Well, you would have passive transport. These positively charged potassiums right over here would go down their concentration gradient. There's more likelihood to have a potassium ion just bump in the right way, just right over here, so that goes through the channel because there are just more potassiums out on the inside of the cell than there would be on the outside.
So this potassium is going down their concentration gradient from high concentration to low concentration through this channel. This would be passive transport. But you could imagine there's also active transport, and that active transport is what pumps the sodium ions inside the cell outside of the cell.
Even though it's not only against its concentration gradient, it's also against its electrical gradient. The outside's more positive, so you wouldn't think a positive ion would naturally go outside.
The outside has more sodium than it does inside, but the sodium-potassium pump still pumps those sodiums outside. As I hinted at it, it does this using energy.
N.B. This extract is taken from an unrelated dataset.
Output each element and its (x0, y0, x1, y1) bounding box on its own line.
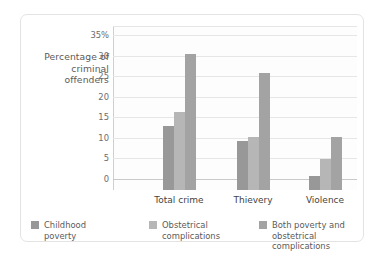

So you'll sometimes see a sodium-potassium pump drawn like this, and once again, I'm not going to go into depth on it; we have a whole video on it.
But the general idea is that the sodiums bind over here, and then some ATP, which is the powerhouse of cells—and we will study in more depth later on in biology—leverages its energy to change the shape of the proteins that make up the sodium-potassium pump to then pump these sodiums outside of the cell.
So it's going to go from this shape, and then it's just going to you could view it as opening it up that way. The real enzymes look quite different, but that's the general idea. You use energy in the form of ATP to pump the sodiums out against both their concentration gradient and their electrical gradient, and that's why it's called active transport.